SAML for Chrome OS login and enrollment

SAML authentication in Chrome OS

By default, authentication for Google accounts is handled by Gaia, Google's externally available account service. When an unauthenticated user visits a Google page, the GAIA login form is shown. This form asks for the user’s e-mail address and GAIA password. When the user submits this form, GAIA verifies that the credentials entered are correct and sets login cookies.

Some enterprises use a more sophisticated model where authentication is handled by a third-party IdP (identity provider). GAIA supports this model via the industry-standard SAML protocol. A domain can be configured to use SAML authentication.

Obtaining the user’s password

Chrome OS needs to know the user's password entered during login to

  • encrypt the user’s data stored on the disk drive,
  • protect the lock screen and to
  • enable offline login when there is no network accessibility.

The problem with SAML is that the password is not entered on a Chrome OS system dialog directly, but inside a webview hosted by the IdP. While the OS has access to the HTML, there is no simple, canonical way to get the password as it is unclear in general which form fields contain the data.

There are two ways to get user's password:

Chrome Credentials Passing API

Google provides a Credentials Passing API that can be implemented by IdPs in Javascript on their SAML pages to pass the required data to Chrome. GAIA uses this API, but any SAML IdP provider could use it as well.

Password scraping

Password scraping is used when the SAML IdP provider does not support the Credentials Passing API.

In this method, the authentication screen injects a content script into the webview that hosts the login process. The content script looks for HTML input fields of type password and copies their contents into an array. The array is updated whenever the contents of a password field changes. Scraped passwords are sent to a background page that accumulates them. This way, the password can be captured even if the login flow spans multiple redirects to different HTML pages.

At the end of the login flow, the array of scraped passwords is retrieved from the background page. Three cases are possible:

  1. No password has been scraped. This will happen if the content script fails to locate the password in the HTML pages served by the IdP or if the IdP does not use traditional passwords at all.
  2. Exactly one password was scraped. Most likely, this is the user’s password used for authentication.
  3. More than one password was scraped. This may happen e.g. when the IdP requires the user to enter a permanent password and a one-time password into the login form.

Case 1 will cause Chrome OS login to ask the user to pick a manual password for the device. If the password does not exist in the first place (e.g. authentication by smart cards, NFC, biometry), Chrome OS login may proceed without the password.

Case 2 is the ideal case. We most likely scraped the user’s password correctly. Chrome OS login uses it as the user's password.

Case 3 indicates that we probably scraped the user’s actual password and some additional password fields containing additional credentials that are not of interest to Chrome OS. In order to determine which one is the correct password, Chrome OS asks the user to enter the password once more into an additional password prompt. If the password entered matches one of the scraped password, the user’s actual password has been identified and login is successful. The user can try again if there is no match. After two mismatches, login fails with an error message.

Enterprise enrollment

For Enterprise enrollment the enrolling user’s email address is needed to associate the device with the correct domain. The email is sent from the Device Management (DM) Server to Chrome in the username field of the PolicyData message during device policy fetch. The domain name is extracted here.

There is no need to determine the user’s password.

Instructions for Google Employees

See go/cros-prd-saml for PRD and test credentials.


Filter the lines below, copying only those with the string "inline".

<<<<

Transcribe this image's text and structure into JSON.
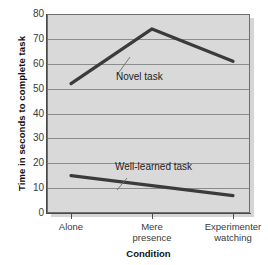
{
  "chart_data": {
    "type": "line",
    "title": "",
    "xlabel": "Condition",
    "ylabel": "Time in seconds to complete task",
    "categories": [
      "Alone",
      "Mere presence",
      "Experimenter watching"
    ],
    "category_lines": [
      [
        "Alone"
      ],
      [
        "Mere",
        "presence"
      ],
      [
        "Experimenter",
        "watching"
      ]
    ],
    "series": [
      {
        "name": "Novel task",
        "values": [
          52,
          74,
          61
        ]
      },
      {
        "name": "Well-learned task",
        "values": [
          15,
          11,
          7
        ]
      }
    ],
    "ylim": [
      0,
      80
    ],
    "yticks": [
      0,
      10,
      20,
      30,
      40,
      50,
      60,
      70,
      80
    ],
    "ytick_labels": [
      "0",
      "10",
      "20",
      "30",
      "40",
      "50",
      "60",
      "70",
      "80"
    ],
    "grid": true,
    "legend_position": "inline-annotations",
    "annotations": [
      {
        "text": "Novel task",
        "series": "Novel task"
      },
      {
        "text": "Well-learned task",
        "series": "Well-learned task"
      }
    ],
    "colors": {
      "plot_background": "#d9d9d9",
      "gridline": "#8c8c8c",
      "series_line": "#3b3b3b",
      "axis": "#4a4a4a",
      "text": "#1d1d1d"
    }
  }
}
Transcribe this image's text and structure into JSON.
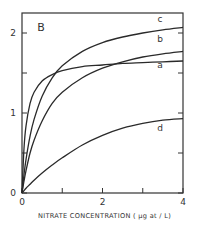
{
  "chart_data": {
    "type": "line",
    "title": "",
    "panel_label": "B",
    "xlabel": "NITRATE CONCENTRATION ( μg at / L)",
    "ylabel": "",
    "xlim": [
      0,
      4
    ],
    "ylim": [
      0,
      2.25
    ],
    "x_ticks": [
      0,
      1,
      2,
      3,
      4
    ],
    "x_tick_labels": [
      "0",
      "",
      "2",
      "",
      "4"
    ],
    "y_ticks": [
      0,
      0.5,
      1,
      1.5,
      2
    ],
    "y_tick_labels": [
      "0",
      "",
      "1",
      "",
      "2"
    ],
    "grid": false,
    "legend": "inline curve labels at right end",
    "x": [
      0,
      0.05,
      0.1,
      0.2,
      0.3,
      0.5,
      0.75,
      1,
      1.5,
      2,
      2.5,
      3,
      3.5,
      4
    ],
    "series": [
      {
        "name": "a",
        "values": [
          0,
          0.56,
          0.84,
          1.12,
          1.26,
          1.4,
          1.48,
          1.53,
          1.58,
          1.6,
          1.62,
          1.63,
          1.64,
          1.65
        ]
      },
      {
        "name": "b",
        "values": [
          0,
          0.15,
          0.28,
          0.5,
          0.66,
          0.9,
          1.12,
          1.26,
          1.44,
          1.56,
          1.64,
          1.7,
          1.74,
          1.77
        ]
      },
      {
        "name": "c",
        "values": [
          0,
          0.23,
          0.42,
          0.71,
          0.92,
          1.21,
          1.44,
          1.59,
          1.77,
          1.88,
          1.95,
          2.0,
          2.04,
          2.07
        ]
      },
      {
        "name": "d",
        "values": [
          0,
          0.03,
          0.06,
          0.11,
          0.16,
          0.25,
          0.35,
          0.44,
          0.6,
          0.72,
          0.81,
          0.87,
          0.91,
          0.93
        ]
      }
    ]
  }
}
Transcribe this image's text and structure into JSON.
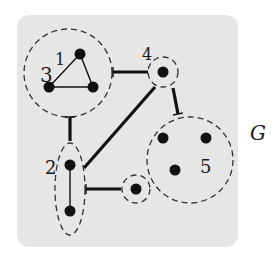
{
  "diagram": {
    "title_label": "G",
    "background_color": "#e6e6e6",
    "ink_color": "#111111",
    "box": {
      "x": 17,
      "y": 15,
      "width": 221,
      "height": 232,
      "radius": 12
    },
    "clusters": [
      {
        "id": "c1",
        "shape": "circle",
        "cx": 68,
        "cy": 73,
        "r": 44,
        "labels": [
          {
            "text": "3",
            "x": 40,
            "y": 82,
            "size": 20
          },
          {
            "text": "1",
            "x": 55,
            "y": 65,
            "size": 16
          }
        ]
      },
      {
        "id": "c4",
        "shape": "circle",
        "cx": 163,
        "cy": 72,
        "r": 15,
        "labels": [
          {
            "text": "4",
            "x": 142,
            "y": 60,
            "size": 16
          }
        ]
      },
      {
        "id": "c2",
        "shape": "ellipse",
        "cx": 70,
        "cy": 189,
        "rx": 15,
        "ry": 46,
        "labels": [
          {
            "text": "2",
            "x": 45,
            "y": 174,
            "size": 18
          }
        ]
      },
      {
        "id": "c6",
        "shape": "circle",
        "cx": 136,
        "cy": 189,
        "r": 14,
        "labels": []
      },
      {
        "id": "c5",
        "shape": "circle",
        "cx": 190,
        "cy": 160,
        "r": 43,
        "labels": [
          {
            "text": "5",
            "x": 200,
            "y": 173,
            "size": 18
          }
        ]
      }
    ],
    "vertices": [
      {
        "id": "v1",
        "x": 80,
        "y": 54
      },
      {
        "id": "v2",
        "x": 49,
        "y": 87
      },
      {
        "id": "v3",
        "x": 93,
        "y": 87
      },
      {
        "id": "v4",
        "x": 163,
        "y": 72
      },
      {
        "id": "v5",
        "x": 70,
        "y": 165
      },
      {
        "id": "v6",
        "x": 70,
        "y": 211
      },
      {
        "id": "v7",
        "x": 136,
        "y": 189
      },
      {
        "id": "v8",
        "x": 163,
        "y": 138
      },
      {
        "id": "v9",
        "x": 206,
        "y": 138
      },
      {
        "id": "v10",
        "x": 175,
        "y": 170
      }
    ],
    "thin_edges": [
      {
        "x1": 80,
        "y1": 54,
        "x2": 49,
        "y2": 87
      },
      {
        "x1": 80,
        "y1": 54,
        "x2": 93,
        "y2": 87
      },
      {
        "x1": 49,
        "y1": 87,
        "x2": 93,
        "y2": 87
      },
      {
        "x1": 70,
        "y1": 165,
        "x2": 70,
        "y2": 211
      }
    ],
    "thick_edges": [
      {
        "x1": 113,
        "y1": 72,
        "x2": 148,
        "y2": 72,
        "tick": "start"
      },
      {
        "x1": 70,
        "y1": 117,
        "x2": 70,
        "y2": 141,
        "tick": "start"
      },
      {
        "x1": 84,
        "y1": 168,
        "x2": 155,
        "y2": 87,
        "tick": "none"
      },
      {
        "x1": 173,
        "y1": 88,
        "x2": 178,
        "y2": 114,
        "tick": "end"
      },
      {
        "x1": 86,
        "y1": 189,
        "x2": 121,
        "y2": 189,
        "tick": "start"
      }
    ],
    "graph_label": {
      "text": "G",
      "x": 250,
      "y": 140,
      "size": 20
    }
  }
}
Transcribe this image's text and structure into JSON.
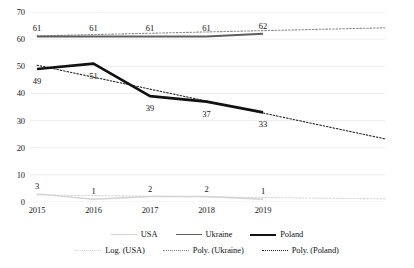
{
  "chart_data": {
    "type": "line",
    "title": "",
    "xlabel": "",
    "ylabel": "",
    "categories": [
      "2015",
      "2016",
      "2017",
      "2018",
      "2019"
    ],
    "ylim": [
      0,
      70
    ],
    "ytick_values": [
      0,
      10,
      20,
      30,
      40,
      50,
      60,
      70
    ],
    "ytick_labels": [
      "0",
      "10",
      "20",
      "30",
      "40",
      "50",
      "60",
      "70"
    ],
    "grid": true,
    "grid_axis": "y",
    "legend_position": "bottom",
    "series": [
      {
        "name": "USA",
        "values": [
          3,
          1,
          2,
          2,
          1
        ],
        "labels": [
          "3",
          "1",
          "2",
          "2",
          "1"
        ],
        "color": "#d3d3d3",
        "style": "solid"
      },
      {
        "name": "Ukraine",
        "values": [
          61,
          61,
          61,
          61,
          62
        ],
        "labels": [
          "61",
          "61",
          "61",
          "61",
          "62"
        ],
        "color": "#5f5f5f",
        "style": "solid"
      },
      {
        "name": "Poland",
        "values": [
          49,
          51,
          39,
          37,
          33
        ],
        "labels": [
          "49",
          "51",
          "39",
          "37",
          "33"
        ],
        "color": "#111111",
        "style": "solid"
      }
    ],
    "trendlines": [
      {
        "name": "Log. (USA)",
        "color": "#d6d6d6",
        "style": "dotted",
        "from": [
          0,
          2.6
        ],
        "to": [
          6.4,
          1.1
        ]
      },
      {
        "name": "Poly. (Ukraine)",
        "color": "#8d8d8d",
        "style": "dotted",
        "from": [
          0,
          61.2
        ],
        "to": [
          6.4,
          64.3
        ]
      },
      {
        "name": "Poly. (Poland)",
        "color": "#2a2a2a",
        "style": "dotted",
        "from": [
          0,
          50.4
        ],
        "to": [
          6.4,
          22.2
        ]
      }
    ],
    "legend": [
      {
        "label": "USA",
        "swatch": "sw-usa"
      },
      {
        "label": "Ukraine",
        "swatch": "sw-ukraine"
      },
      {
        "label": "Poland",
        "swatch": "sw-poland"
      },
      {
        "label": "Log. (USA)",
        "swatch": "sw-log-usa"
      },
      {
        "label": "Poly. (Ukraine)",
        "swatch": "sw-poly-ukr"
      },
      {
        "label": "Poly. (Poland)",
        "swatch": "sw-poly-pol"
      }
    ]
  }
}
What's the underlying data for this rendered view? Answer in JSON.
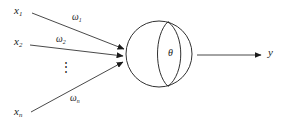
{
  "diagram": {
    "background_color": "#ffffff",
    "stroke_color": "#1a1a1a",
    "inputs": [
      {
        "id": "x1",
        "base": "x",
        "subscript": "1",
        "text": "x₁",
        "x": 14,
        "y": 5
      },
      {
        "id": "x2",
        "base": "x",
        "subscript": "2",
        "text": "x₂",
        "x": 14,
        "y": 36
      },
      {
        "id": "xn",
        "base": "x",
        "subscript": "n",
        "text": "xₙ",
        "x": 14,
        "y": 106
      }
    ],
    "weights": [
      {
        "id": "w1",
        "base": "ω",
        "subscript": "1",
        "text": "ω₁",
        "x": 72,
        "y": 13
      },
      {
        "id": "w2",
        "base": "ω",
        "subscript": "2",
        "text": "ω₂",
        "x": 56,
        "y": 35
      },
      {
        "id": "wn",
        "base": "ω",
        "subscript": "n",
        "text": "ωₙ",
        "x": 70,
        "y": 94
      }
    ],
    "ellipsis": {
      "text": "⋮",
      "x": 60,
      "y": 61
    },
    "threshold": {
      "text": "θ",
      "x": 168,
      "y": 48
    },
    "output": {
      "text": "y",
      "x": 268,
      "y": 47
    },
    "soma": {
      "cx": 159,
      "cy": 54,
      "r": 33
    },
    "output_arrow": {
      "x1": 197,
      "y1": 55,
      "x2": 261,
      "y2": 55
    }
  }
}
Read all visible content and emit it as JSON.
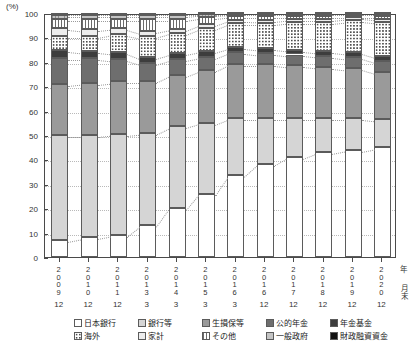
{
  "axis": {
    "unit_label": "(%)",
    "y_ticks": [
      0,
      10,
      20,
      30,
      40,
      50,
      60,
      70,
      80,
      90,
      100
    ],
    "x_year_caption": "年",
    "x_month_caption": "月末"
  },
  "legend": [
    {
      "key": "boj",
      "label": "日本銀行",
      "swatch": "s-boj"
    },
    {
      "key": "bank",
      "label": "銀行等",
      "swatch": "s-bank"
    },
    {
      "key": "ins",
      "label": "生損保等",
      "swatch": "s-ins"
    },
    {
      "key": "pub",
      "label": "公的年金",
      "swatch": "s-pub"
    },
    {
      "key": "pf",
      "label": "年金基金",
      "swatch": "s-pf"
    },
    {
      "key": "ovs",
      "label": "海外",
      "swatch": "s-ovs"
    },
    {
      "key": "hh",
      "label": "家計",
      "swatch": "s-hh"
    },
    {
      "key": "oth",
      "label": "その他",
      "swatch": "s-oth"
    },
    {
      "key": "gov",
      "label": "一般政府",
      "swatch": "s-gov"
    },
    {
      "key": "fil",
      "label": "財政融資資金",
      "swatch": "s-fil"
    }
  ],
  "chart_data": {
    "type": "bar",
    "title": "",
    "xlabel": "年月末",
    "ylabel": "(%)",
    "ylim": [
      0,
      100
    ],
    "grid": true,
    "stacked": true,
    "legend_position": "bottom",
    "categories": [
      "2009/12",
      "2010/12",
      "2011/12",
      "2013/3",
      "2014/3",
      "2015/3",
      "2016/3",
      "2016/12",
      "2017/12",
      "2018/12",
      "2019/12",
      "2020/12"
    ],
    "category_years": [
      "2009",
      "2010",
      "2011",
      "2013",
      "2014",
      "2015",
      "2016",
      "2016",
      "2017",
      "2018",
      "2019",
      "2020"
    ],
    "category_months": [
      "12",
      "12",
      "12",
      "3",
      "3",
      "3",
      "3",
      "12",
      "12",
      "12",
      "12",
      "12"
    ],
    "series": [
      {
        "name": "日本銀行",
        "key": "boj",
        "values": [
          7.0,
          8.0,
          9.0,
          13.0,
          20.0,
          26.0,
          33.5,
          38.0,
          41.0,
          43.0,
          44.0,
          45.0
        ]
      },
      {
        "name": "銀行等",
        "key": "bank",
        "values": [
          43.0,
          42.0,
          41.5,
          38.0,
          33.5,
          29.0,
          23.5,
          19.0,
          16.0,
          14.0,
          13.0,
          11.5
        ]
      },
      {
        "name": "生損保等",
        "key": "ins",
        "values": [
          21.0,
          21.5,
          21.5,
          21.0,
          21.0,
          21.5,
          22.0,
          22.0,
          21.5,
          21.0,
          20.5,
          19.5
        ]
      },
      {
        "name": "公的年金",
        "key": "pub",
        "values": [
          10.5,
          10.0,
          9.0,
          7.5,
          6.5,
          5.5,
          5.0,
          4.5,
          4.5,
          4.5,
          4.5,
          4.5
        ]
      },
      {
        "name": "年金基金",
        "key": "pf",
        "values": [
          3.5,
          3.0,
          3.0,
          2.5,
          2.5,
          2.5,
          2.0,
          2.0,
          2.0,
          2.0,
          2.0,
          2.0
        ]
      },
      {
        "name": "海外",
        "key": "ovs",
        "values": [
          5.5,
          6.0,
          7.5,
          8.5,
          8.5,
          9.5,
          10.0,
          10.5,
          11.5,
          12.0,
          13.0,
          14.0
        ]
      },
      {
        "name": "家計",
        "key": "hh",
        "values": [
          3.5,
          3.0,
          2.5,
          2.0,
          1.5,
          1.5,
          1.3,
          1.2,
          1.2,
          1.2,
          1.2,
          1.2
        ]
      },
      {
        "name": "その他",
        "key": "oth",
        "values": [
          3.5,
          4.0,
          3.5,
          5.0,
          4.0,
          2.8,
          1.5,
          1.6,
          1.1,
          1.1,
          0.6,
          1.1
        ]
      },
      {
        "name": "一般政府",
        "key": "gov",
        "values": [
          1.5,
          1.5,
          1.5,
          1.5,
          1.5,
          1.2,
          1.0,
          1.0,
          1.0,
          1.0,
          1.0,
          1.0
        ]
      },
      {
        "name": "財政融資資金",
        "key": "fil",
        "values": [
          1.0,
          1.0,
          1.0,
          1.0,
          1.0,
          0.5,
          0.2,
          0.2,
          0.2,
          0.2,
          0.2,
          0.2
        ]
      }
    ]
  }
}
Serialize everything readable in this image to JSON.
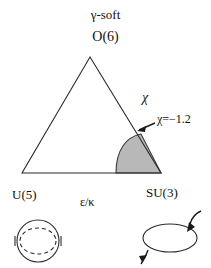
{
  "figure": {
    "title_top": "γ-soft",
    "vertex_top_label": "O(6)",
    "vertex_left_label": "U(5)",
    "vertex_right_label": "SU(3)",
    "axis_label_left_right": "ε/κ",
    "axis_label_right_edge": "χ",
    "annotation_chi_value": "χ=−1.2",
    "colors": {
      "stroke": "#2b2b2b",
      "shaded_region_fill": "#b8b8b8",
      "shaded_region_stroke": "#3a3a3a",
      "background": "#ffffff"
    },
    "geometry": {
      "triangle_apex": [
        90,
        57
      ],
      "triangle_base_left": [
        22,
        173
      ],
      "triangle_base_right": [
        161,
        173
      ],
      "shaded_arc_base_point": [
        116,
        173
      ],
      "shaded_arc_edge_point": [
        141,
        134
      ]
    },
    "icons": {
      "u5_shape": "circle-with-dashed-inner-ellipse",
      "su3_shape": "ellipse-with-rotation-arrows",
      "chi_pointer": "left-arrow"
    }
  }
}
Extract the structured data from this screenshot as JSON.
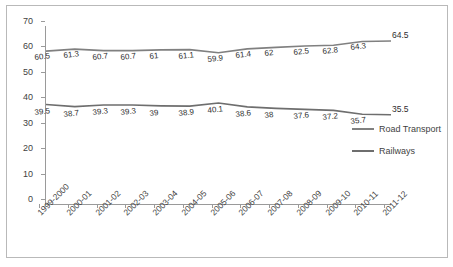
{
  "chart_data": {
    "type": "line",
    "title": "",
    "xlabel": "",
    "ylabel": "",
    "ylim": [
      0,
      70
    ],
    "ytick_step": 10,
    "yticks": [
      0,
      10,
      20,
      30,
      40,
      50,
      60,
      70
    ],
    "grid": false,
    "legend_position": "right",
    "categories": [
      "1999-2000",
      "2000-01",
      "2001-02",
      "2002-03",
      "2003-04",
      "2004-05",
      "2005-06",
      "2006-07",
      "2007-08",
      "2008-09",
      "2009-10",
      "2010-11",
      "2011-12"
    ],
    "series": [
      {
        "name": "Road Transport",
        "color": "#808080",
        "values": [
          60.5,
          61.3,
          60.7,
          60.7,
          61,
          61.1,
          59.9,
          61.4,
          62,
          62.5,
          62.8,
          64.3,
          64.5
        ]
      },
      {
        "name": "Railways",
        "color": "#6e6e6e",
        "values": [
          39.5,
          38.7,
          39.3,
          39.3,
          39,
          38.9,
          40.1,
          38.6,
          38,
          37.6,
          37.2,
          35.7,
          35.5
        ]
      }
    ]
  },
  "legend": {
    "items": [
      {
        "label": "Road Transport"
      },
      {
        "label": "Railways"
      }
    ]
  }
}
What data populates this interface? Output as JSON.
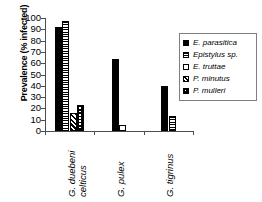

>>>>

● Answer space:
    "legend_position": "inline-annotations",
    "legend": "inline curve labels at right end",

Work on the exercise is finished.